CROSSING THE COLUMBIA BY FERRY

 













CROSSING THE COLUMBIA BY FERRY


        “Tiny planned to drink hot chocolate and eat cookies.”

          Raymond Carver, Where I’m Calling From


We approach the ferry stop turning off

Lower Columbia River Highway 30

past Gnat Hatchery Road to Clatskanie--

Westport Slough to the Columbia.

This is the Wahkiakum Ferry, and

Oscar B is the name of the boat,

and we’re in Clatsom County, Oregon.

Wahkiakum means Tall Timber in Chinoook

and this ferry runs on the hour 365 days a year,

the last regularly scheduled car ferry

on the Columbia River between two states.

A 4-mile stretch taking 10-12 minutes

with capacity for carrying 23 cars.

The Oscar B carries you to Puget Island

and a drive of about ten miles

to a bridge taking you to the mainland,

on the Washington side. Lewis and Clark stopped here.

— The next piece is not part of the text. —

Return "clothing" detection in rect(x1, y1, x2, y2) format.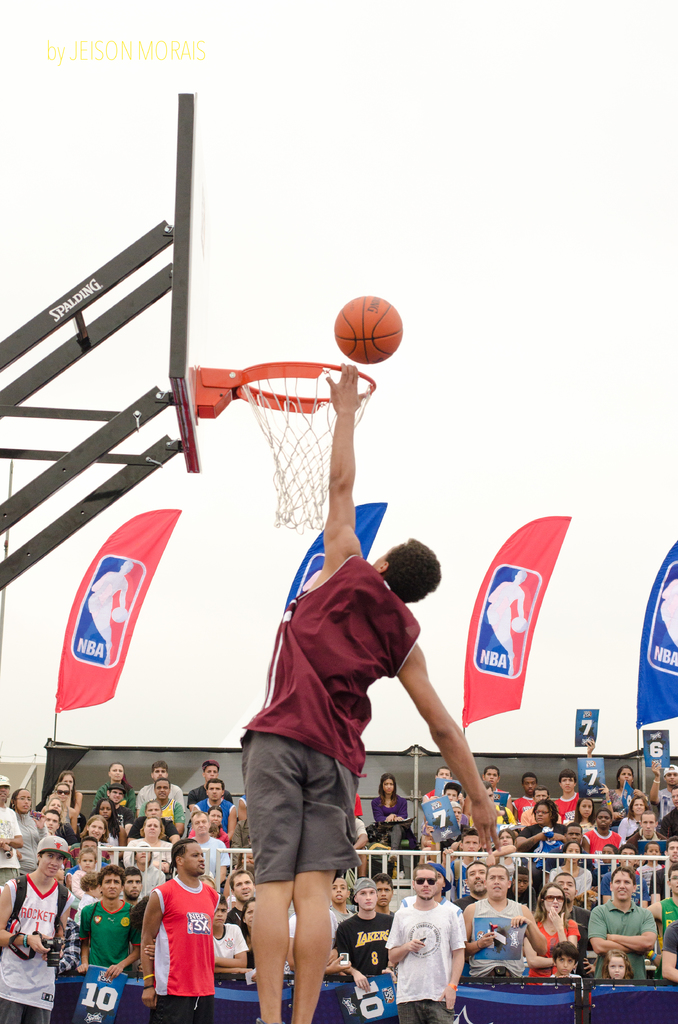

We’re the first car to line up

and we’re soon joined by others,

people stepping out of their cars

and rolling down the windows,

a woman asking, Are you here

for the adventure, too? Raymond Carver’s

family lived here in Clatskanie, I say

to the woman. For me, it’s a big deal.

There is a library and a park beside it

where we had lunch once. This

is where I’m coming from. Yes,

this is for all of us. Carver might have

fished here as a boy. His father 

worked at the sawmill.

No, I never knew him. Only

in his stories and poems. Later

his family moved to Yakima

where we’re from. This is my brother

and my wife. We’re coming from Seaside.

We were at the beach. And now we’re here.

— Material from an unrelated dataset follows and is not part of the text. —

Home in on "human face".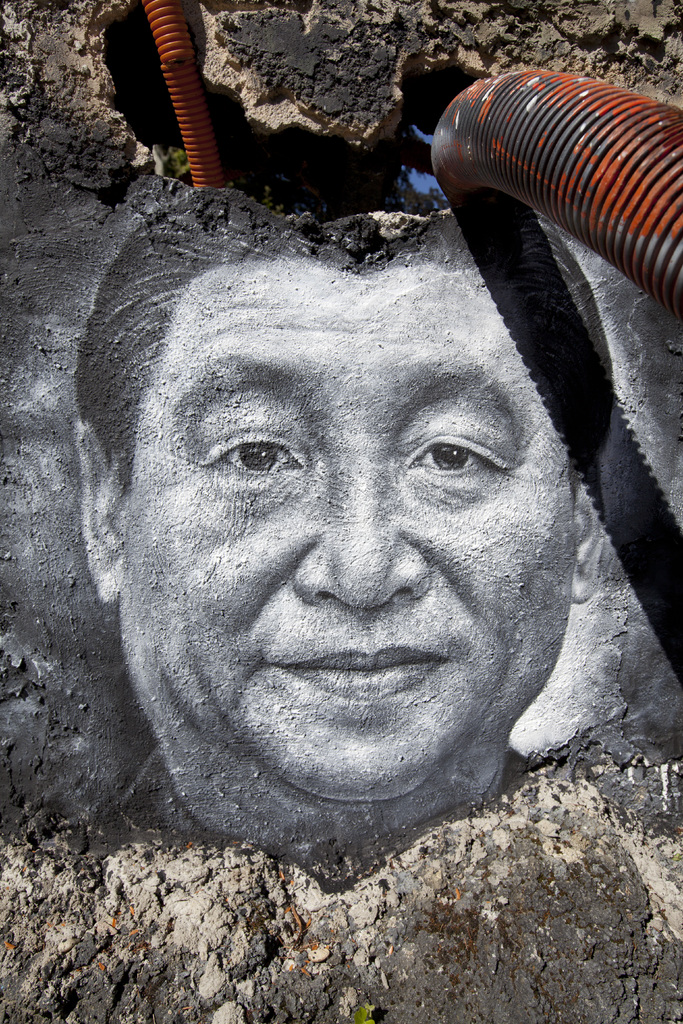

Today we’ll see yellow and blue flags

of Ukraine flying as we cross the island

before arriving at Cathlamat, which means

stone in Chinook, and we’ll stop at Patty’s

for coffee and pannini sandwiches while

looking at the sign where the Hudson’s Bay Company

operated from. We’ll learn later

that the mother of a friend of ours

came from Cathlamat. I’ll re-read that story

of Carver’s, Where I’m Calling From

after we get home. A boy in the story

falls into an empty well, but nothing fell

on him and nothing closed off that circle of blue.

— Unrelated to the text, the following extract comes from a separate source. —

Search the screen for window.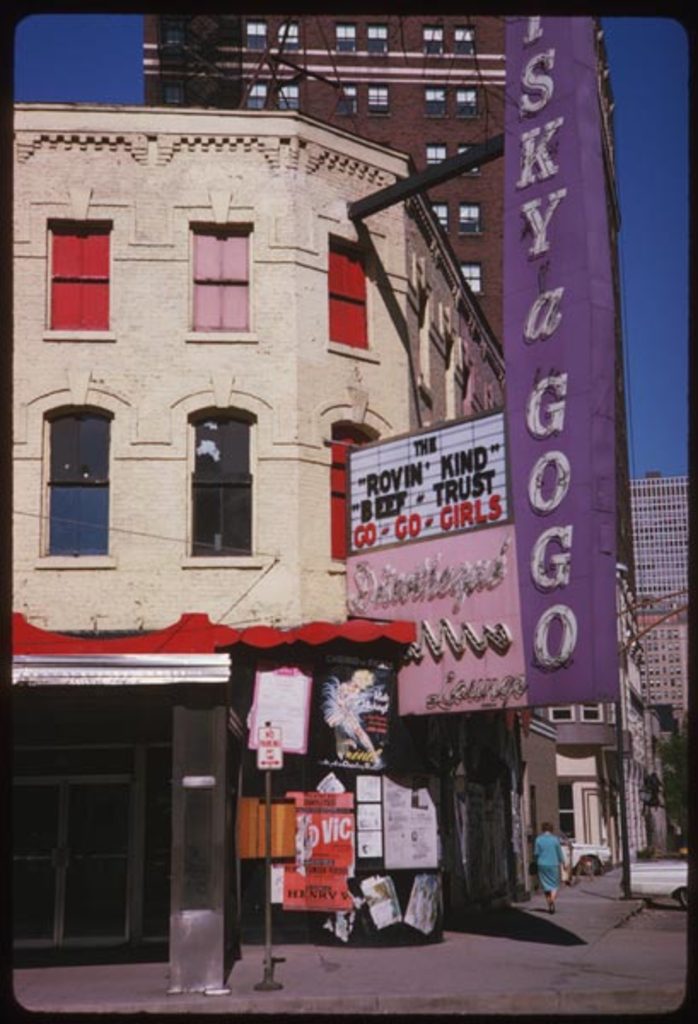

My friend is a shield maker and I remind him

of that shield of Achilleus he took into battle

with those pastoral images confronting

his enemies before they met his sword,

their last image of this life. The blue ocean

circled that shield of Achilleus.

We walked some miles on the beach

we say at lunch. Off the highway,

going slow. An old friend has died,

and his memorial is Saturday.

Carver puts us in the small world, like Chekhov.

Now things are out of our hands, too.

Tiny, God bless him would still have

things on his plate, whereever he is.

This ferry runs 365 days a year, on the hour.